"Enduring a childhood of loneliness and dislocation, he retreated into the “wonderful world of books.” Jill Bialosky on Langston Hughes
"I’m grateful for my books, my deep infatuation with literature, and my poems, however nascent. I’ve come to see that the only thing now worth holding on to is the collection of verse accumulating on my desk and in my drawer. They don’t often amount to much, but when they do I sense it something alive and crackling, like the sound of stepping on twigs in the woods. In the absence of love, I cling to my work. Literature is the only thing that I can count on; it won’t desert me." - Jill Bialosky
Poetry Will Save Your Life by Jill Bialosky is a deeply felt memoir told through the poems that helped the author cope with and understand the seminal events and rites of passage of her life, from adolescence to motherhood and beyond. She talks very openly about events that caused her great pain and shows how poetry literarily saved her life.
When I first began The Reading Life nearly eight years ago I planned to focus on literary works focusing on people who lead Reading centered lives. I have gotten happily very side tracked but I always like to return to this theme. I wonder what forces, influences, factors lead a person to prefer reading above all activities. I have seen in the posts of lots of book bloggers (the world's greatest
readers) references to lonely isolated childhoods in which they retreated from an environment they did not like, from feeling odd and out of place, to books. Many of these children grew away from reading as they worked, had families, etc but some of us did not. We resented our jobs as wasting our Reading time and some of us did become near Life time isolates, wanting to be left alone to read.
Jill Bialosky talks about being lonely and feeling out of place as a child. She found a salvation in poetry. There are forty three poems featured, most published in full. Bialosky talks about events in her life and how they helped her relate to the poem and conversely how the poems helped her cope with the suicide of a beloved sister, marriage, becoming a mother, the death of her father, and the attack on the World trade centered. Among the more famous poets featured are Robert Frost (I found her comments on his perhaps most famous work, "The Road Not Taken" helped me overcome the view I formed of Frost decades ago), Emily Dickinson, Wallace Stevens and Sylvia Plath. She also talks about English language poets I have not read and works in translation by writers who I think will be new to most readers of her book.
Poetry Will Save Your Life can be read slowly savoring the poems and relating your own life experiences to those of Bialosky or devoured in a very pleasant evening. Either way I think you will enjoy this book.
Jill Bialosky is the author of four acclaimed collections of poetry. Her poems have appeared in The New Yorker, The New York Times, The Kenyon Review, and The Atlantic, among others. She is the author of three novels, most recently, The Prize, and a New York Times bestselling memoir History of a Suicide: My Sister’s Unfinished Life. Jill was honored by the Poetry Society of America for her distinguished contribution to the field of poetry in 2015. She is an editor at W. W. Norton & Company and lives in New York City.
4 comments:
This sounds like a touching, poetry-filled, poetry-themed memoir that's worth reading. The cover of this collection is very appealing as well. Excellent review, Mel!
Suko, this is a very moving memoir. Thanks as always for your comment
Mei u,
I don't know about saving my life, but poetry and lit in general certainly saved my sanity at numerous times. Perhaps this is why I've suddenly started reading more poetry recently.
Fred, Reading has kept me going through some dark periods in my life.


→ **Task**
The response should be an exact copy of every record.

[Entries taken from a collection]
== Segment start ==
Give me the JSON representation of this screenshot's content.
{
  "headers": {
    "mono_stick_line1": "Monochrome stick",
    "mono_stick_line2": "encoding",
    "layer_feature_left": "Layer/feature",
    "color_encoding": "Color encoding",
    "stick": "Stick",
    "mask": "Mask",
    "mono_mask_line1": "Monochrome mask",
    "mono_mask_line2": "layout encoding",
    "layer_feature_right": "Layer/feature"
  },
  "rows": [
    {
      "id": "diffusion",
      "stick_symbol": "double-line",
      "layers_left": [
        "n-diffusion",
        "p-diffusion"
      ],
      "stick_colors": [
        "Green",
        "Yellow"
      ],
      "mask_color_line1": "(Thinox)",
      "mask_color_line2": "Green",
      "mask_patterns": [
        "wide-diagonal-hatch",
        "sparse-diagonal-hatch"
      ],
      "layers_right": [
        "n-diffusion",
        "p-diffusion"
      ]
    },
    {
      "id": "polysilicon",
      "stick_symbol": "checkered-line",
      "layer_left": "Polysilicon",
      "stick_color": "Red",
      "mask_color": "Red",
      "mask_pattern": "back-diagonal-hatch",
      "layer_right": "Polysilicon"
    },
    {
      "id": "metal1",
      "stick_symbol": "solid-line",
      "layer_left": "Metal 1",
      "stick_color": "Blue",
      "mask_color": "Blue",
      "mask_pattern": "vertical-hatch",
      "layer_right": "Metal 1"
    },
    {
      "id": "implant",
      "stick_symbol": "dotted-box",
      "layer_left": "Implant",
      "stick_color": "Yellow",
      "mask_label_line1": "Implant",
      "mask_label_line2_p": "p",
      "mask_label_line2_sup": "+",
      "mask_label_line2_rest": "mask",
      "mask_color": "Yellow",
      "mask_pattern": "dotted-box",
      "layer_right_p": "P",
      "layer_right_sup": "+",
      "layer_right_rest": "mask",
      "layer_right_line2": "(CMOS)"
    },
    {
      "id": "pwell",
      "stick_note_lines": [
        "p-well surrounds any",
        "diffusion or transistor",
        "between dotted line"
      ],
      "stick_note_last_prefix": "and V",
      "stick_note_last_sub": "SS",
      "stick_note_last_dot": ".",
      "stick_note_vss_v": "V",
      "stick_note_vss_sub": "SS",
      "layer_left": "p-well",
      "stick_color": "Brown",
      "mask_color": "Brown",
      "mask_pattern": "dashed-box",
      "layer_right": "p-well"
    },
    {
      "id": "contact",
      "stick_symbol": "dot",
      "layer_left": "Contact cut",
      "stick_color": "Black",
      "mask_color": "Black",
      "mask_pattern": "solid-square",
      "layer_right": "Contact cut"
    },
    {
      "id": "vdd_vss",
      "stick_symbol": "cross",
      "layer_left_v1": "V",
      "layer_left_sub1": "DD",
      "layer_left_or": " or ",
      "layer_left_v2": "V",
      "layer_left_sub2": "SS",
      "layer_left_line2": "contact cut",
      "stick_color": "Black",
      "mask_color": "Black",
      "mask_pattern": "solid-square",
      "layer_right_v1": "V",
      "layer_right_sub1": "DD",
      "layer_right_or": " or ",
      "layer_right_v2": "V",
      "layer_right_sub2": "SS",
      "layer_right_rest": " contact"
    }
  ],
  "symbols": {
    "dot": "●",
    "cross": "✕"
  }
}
== Segment end ==
→ **Solution to the problem**
Give me the JSON representation of this screenshot's content.
{
  "headers": {
    "mono_stick_line1": "Monochrome stick",
    "mono_stick_line2": "encoding",
    "layer_feature_left": "Layer/feature",
    "color_encoding": "Color encoding",
    "stick": "Stick",
    "mask": "Mask",
    "mono_mask_line1": "Monochrome mask",
    "mono_mask_line2": "layout encoding",
    "layer_feature_right": "Layer/feature"
  },
  "rows": [
    {
      "id": "diffusion",
      "stick_symbol": "double-line",
      "layers_left": [
        "n-diffusion",
        "p-diffusion"
      ],
      "stick_colors": [
        "Green",
        "Yellow"
      ],
      "mask_color_line1": "(Thinox)",
      "mask_color_line2": "Green",
      "mask_patterns": [
        "wide-diagonal-hatch",
        "sparse-diagonal-hatch"
      ],
      "layers_right": [
        "n-diffusion",
        "p-diffusion"
      ]
    },
    {
      "id": "polysilicon",
      "stick_symbol": "checkered-line",
      "layer_left": "Polysilicon",
      "stick_color": "Red",
      "mask_color": "Red",
      "mask_pattern": "back-diagonal-hatch",
      "layer_right": "Polysilicon"
    },
    {
      "id": "metal1",
      "stick_symbol": "solid-line",
      "layer_left": "Metal 1",
      "stick_color": "Blue",
      "mask_color": "Blue",
      "mask_pattern": "vertical-hatch",
      "layer_right": "Metal 1"
    },
    {
      "id": "implant",
      "stick_symbol": "dotted-box",
      "layer_left": "Implant",
      "stick_color": "Yellow",
      "mask_label_line1": "Implant",
      "mask_label_line2_p": "p",
      "mask_label_line2_sup": "+",
      "mask_label_line2_rest": "mask",
      "mask_color": "Yellow",
      "mask_pattern": "dotted-box",
      "layer_right_p": "P",
      "layer_right_sup": "+",
      "layer_right_rest": "mask",
      "layer_right_line2": "(CMOS)"
    },
    {
      "id": "pwell",
      "stick_note_lines": [
        "p-well surrounds any",
        "diffusion or transistor",
        "between dotted line"
      ],
      "stick_note_last_prefix": "and V",
      "stick_note_last_sub": "SS",
      "stick_note_last_dot": ".",
      "stick_note_vss_v": "V",
      "stick_note_vss_sub": "SS",
      "layer_left": "p-well",
      "stick_color": "Brown",
      "mask_color": "Brown",
      "mask_pattern": "dashed-box",
      "layer_right": "p-well"
    },
    {
      "id": "contact",
      "stick_symbol": "dot",
      "layer_left": "Contact cut",
      "stick_color": "Black",
      "mask_color": "Black",
      "mask_pattern": "solid-square",
      "layer_right": "Contact cut"
    },
    {
      "id": "vdd_vss",
      "stick_symbol": "cross",
      "layer_left_v1": "V",
      "layer_left_sub1": "DD",
      "layer_left_or": " or ",
      "layer_left_v2": "V",
      "layer_left_sub2": "SS",
      "layer_left_line2": "contact cut",
      "stick_color": "Black",
      "mask_color": "Black",
      "mask_pattern": "solid-square",
      "layer_right_v1": "V",
      "layer_right_sub1": "DD",
      "layer_right_or": " or ",
      "layer_right_v2": "V",
      "layer_right_sub2": "SS",
      "layer_right_rest": " contact"
    }
  ],
  "symbols": {
    "dot": "●",
    "cross": "✕"
  }
}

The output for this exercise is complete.